I agree. I don't want anyone touching my guns while I'm not there. A disadvantage of a trust is that you're on parity with others. They can sell items in a trust just like you can.Quote:
Personally, I didn't buy any of my NFA items to share with so I don't see that advantage.
I have my wife on my trust. I was in a bad car accident a year ago literally days before we were supposed to move. I was going to be in the hospital for a while, so my wife had some of our friends come over to move all the guns. They made the guns temporarily non-NFA, for lack of a better term, by separating the uppers on the ARs and the barrels on the shotguns. One guy took the receivers in one car and one the uppers/barrels in another car. They gave the suppressors to my wife to take. Now the chances of anything LEO related were slim, but this was a legal way to move everything.
ETA: My wife could look in the safe and not tell you what anything is, and has no idea what the NFA is.
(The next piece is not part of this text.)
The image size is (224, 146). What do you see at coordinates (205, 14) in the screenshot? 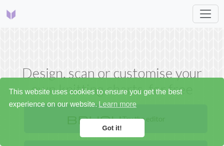
I see `button: Toggle navigation` at bounding box center [205, 14].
When I told her I was putting her on the trust, she said “I guess I own a gun now.” I’m not worried about her selling anything. Of course she also drove around with a couple suppressors in her glovebox the entire time I was in the hospital and rehab simply because she didn’t know any better, so there’s that.
ETA: In case anyone is wondering, I found the section that states that removing the NFA “feature” renders the NFA item no longer NFA:
"Section 2.5 Removal of firearms from the scope of the NFA by modification/elimination of
components.
Firearms, except machineguns and silencers, that are subject to the NFA fall within the various
definitions due to specific features. If the particular feature that causes a firearm to be regulated by the
NFA is eliminated or modified, the resulting weapon is no longer an NFA weapon."